To fully...capture...this moment, you need to create a sense of motion. The ship was at the start of a violent roll to starboard. Have the smoke angling to indicate that. Have water coming off the port prop, and port side, as they come out of the water, and have violent eddies around the starboard prop as it begins to go under. Have the people reacting as they would have been, by reaching towards things, steadying themselves...etc.

That is the problem with both the Wilkinson painting, and the painted illustration in the Ballard/Dunsmore book. Neither describe an identifiable moment.
 
thanks James and Jim. Jim especially for your detail.
both props are starboard ones and are still turning slowly.

when Lest We Forget comes out I wil be studying it for anything that will inform other planned works.

thanks again and best regards

Martin
 
Michael,
I have updated the underwater view, Is this what you had in mind?
two_minutes_later_line_exp_v.jpg



Jim, I will make those recommended changes. I'm just mulling it over at the moment.
rgards Martin
 
Great.

At the point you are painting, there are MANY more accurate small details you can add that were lacking in the generic image in that book.

~The Richards family, (father, mother, two pre-teenged sons and an infant) were leaning against the bulkhead beside the second class entrance on their boat deck. All but the infant had life jackets.

~Norman and Hilda Stones were at the railing, preparing to slide down some ropes. She was removing their travel money from her bag and putting it into his pockets.

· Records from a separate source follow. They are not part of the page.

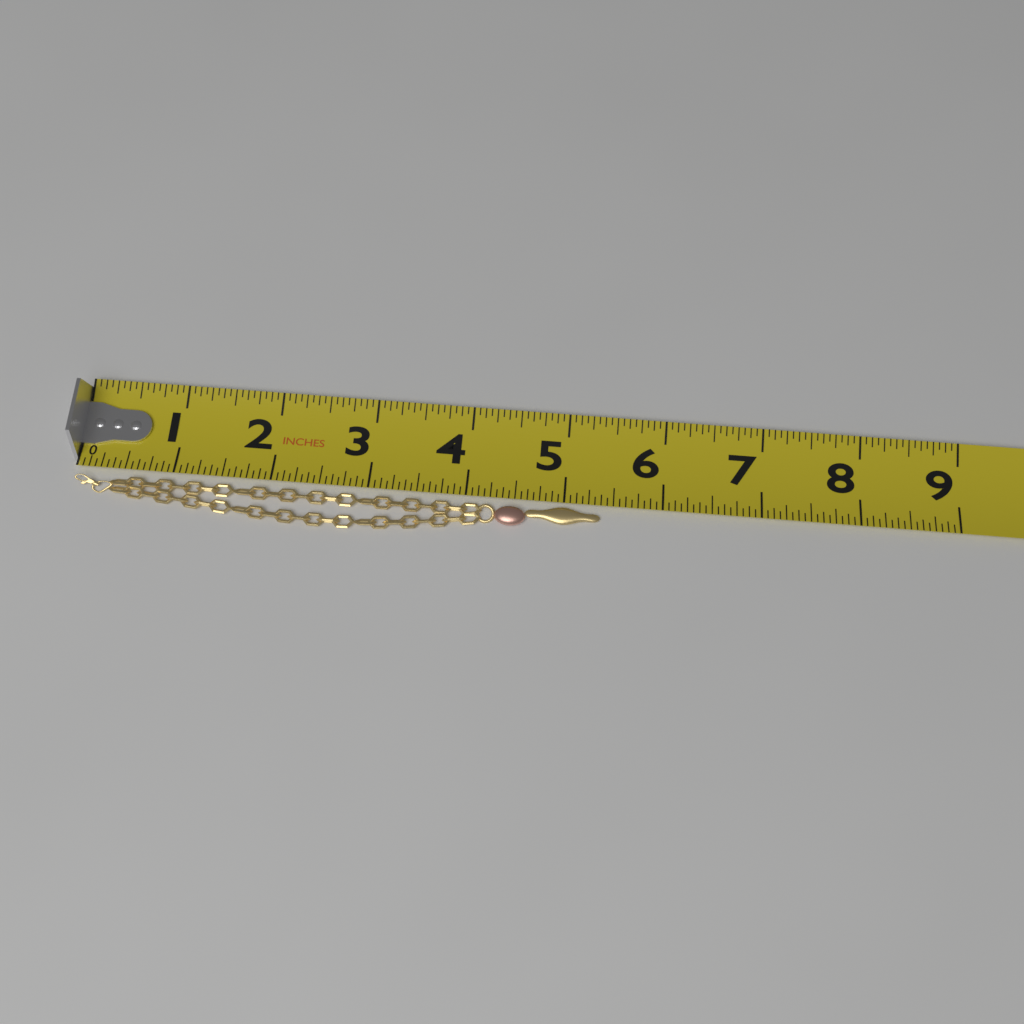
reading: 5.3750 in
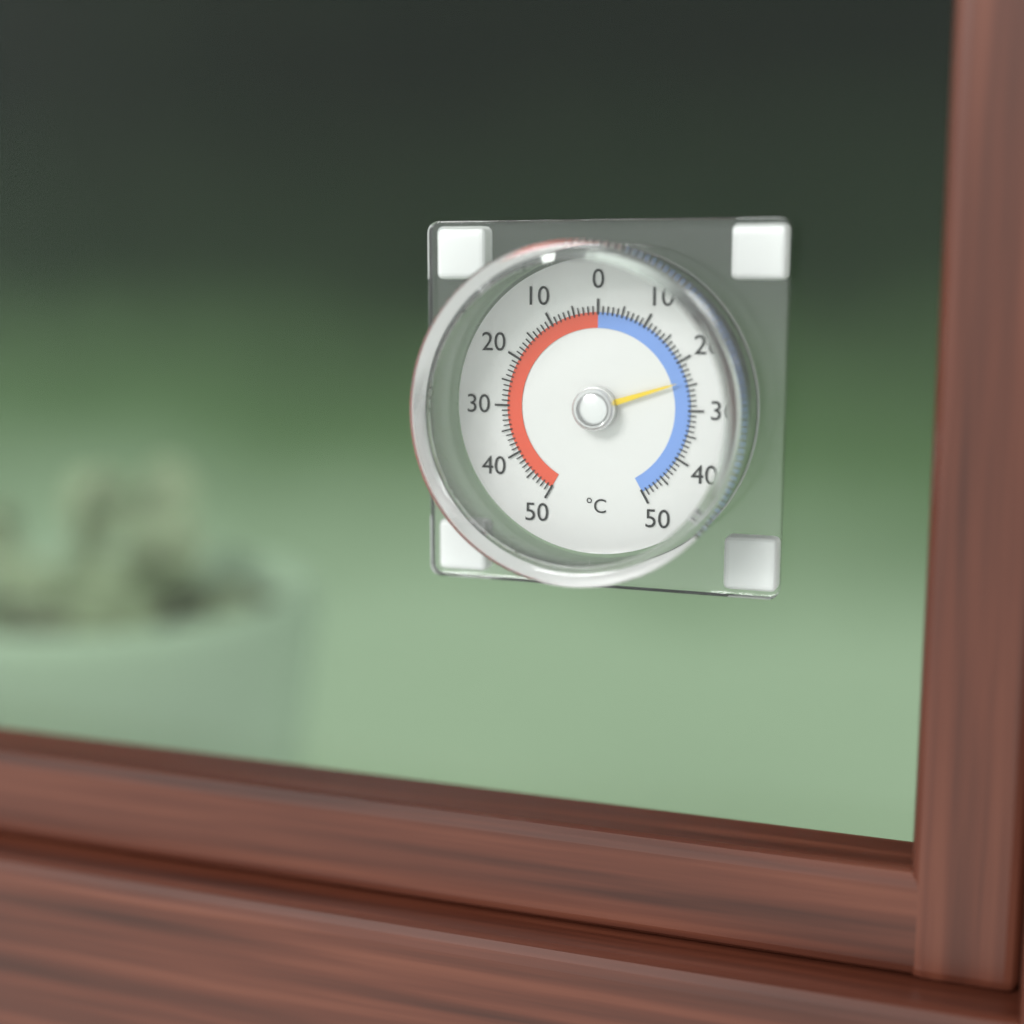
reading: -24 °C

~there were at least 83 people in the vicinity of boat 15, and 35 in the vicinity of 17. 15 pulled an additional twenty people out of the water immediately after the ship sank, and 17 at least ten. So, you'll need a fairly tight crowd aft on the boat deck. There was a father with an infant who did not make it into 17, if you want to get VERY precise.

~Mr and Mrs Naish were in the angle between one of the unlaunched second class lifeboats and the rail, watching the horizon move as the ship heeled over.

~Mrs Logan and a crew member were removing her infant son, who she had placed inside her life jacket.

~Structural damage. Okay...this is neat. Apparently, something big fell off the ship at about the time you are painting. Two witnesses who were on the docking bridge described the bow falling off. Obviously THAT didnt happen, but many MANY people who were in the water to starboard described the sudden, violent, collapse of something forward on the boat deck. What that something WAS cannot be exactly determined, yet, but quite a few described it as a section of the liner's side caving in. Others described it as a pile of "paraphrenalia" falling off the funnel deck and into the water. Who knows?

~Mrs. Bretherton, who was about to enter a boat with her 3 year old son, had noticed smoke coming out of the floor, and the wall vents, when she ran down to her C Deck second class cabin to rescue her child. Others commented on the presence of smoke in the ship. You need at least some smoke seepage in second class... witnesses saw it. It wasn't like the major smoke visible forward in first class, but it was there.

~Marguerite Kay, 9 months pregnant, and her pre-teenage son had just stepped out of a door on to the boat deck.

There are many more authenticating details, but those make a good start.
 
Jim, Many thanks for that rich detail and also for your info on funnel #3 and the lihting failure. Some of the boat deck detail would be good for this...
lusi_becoming_perilous_wip.jpg


I had seen the original in LWF and elsewhere and saw the potewntial. Jim, I hope you don't mind the orinal image that inspired it. I saw the scene first and then saw people but I'm still holding out for more info, until today that is.

Michael, thanks for that.

cheers
Martin
 
Martin...if you look in Mike's Bestic article, there is a photo taken on the boat deck, April 17-25 1915, that shows the final, and very cluttered, configuration of the boats.
 
With a careful reading of backposts by Jim Kalafus and others I have been able to created a diagramatic representation of what happened to the lifeboats during abandonment. A copy of this exists in layers in case new info comes to light.